Does the L.A. Times get Judaism?
For some time now, the Los Angeles Times has been running a feature, Outside the Tent, in which the editorial page invites the newspaper’s critics to take their best shots at specific issues.
Failing to cover a journalistic crime
Altering photographs is nothing new, especially in this digital era. When applied to the news business, it is a Jason Blair-style crime along the lines of plagiarism and fabrication — maybe worse because altered images are sometimes difficult to detect and images are so powerful. The media watchdogs have largely failed in covering this issue of altered and staged photographs, and they are failing the public.
How not to handle a call from a reporter
As a rule, GetReligion limits itself to dissecting the work of mainstream journalists when they wrestle with news stories about religion. But, every now and then, you see a story in which your heart really goes out to the journalists who are trying to do this difficult job.
Reuters fails
An August 5 article in the Los Angeles Times brought to our attention that Jews and Muslims are not the only ones caught up in Middle East conflict. Christians live there too.
Covering the sins of Mel Gibson
Anyone who paid close attention during the EWTN interviews with Mel Gibson, released during that Christian-media PR wave before The Passion of the Christ, could read between the lines.

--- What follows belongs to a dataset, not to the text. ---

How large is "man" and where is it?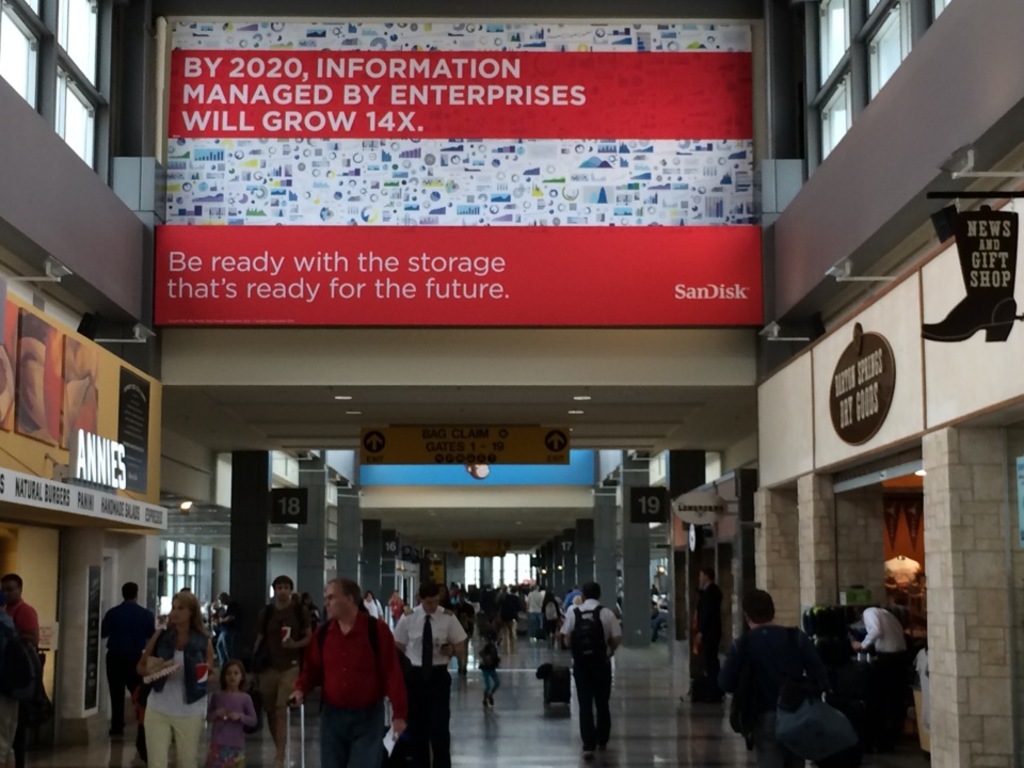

What did you want to know about Woody?
When I was in college, about the time that the Earth’s crust cooled, there were two kinds of moviegoers at Baylor University, the world’s largest Southern Baptist institution of higher learning. There were the people who went to Woody Allen movies and the people who did not.
The confusing life of Naveed Haq
Naveed Haq was anything but an Islamic radical. He was a recently baptized convert to Christianity, and he expressed interest in Mormonism. His father, on the other hand, is a leader in the Muslim American community in Richland, Wash. It’s fair to say that the entire story line of a crazed Islamic radical shooting up a Jewish organization has been turned on its head.
Seattle terrorism? Or one crazed man?
Six shot in an apparent hate crime. One person dead. One man, antagonistic toward Jewish organizations, acting on his own.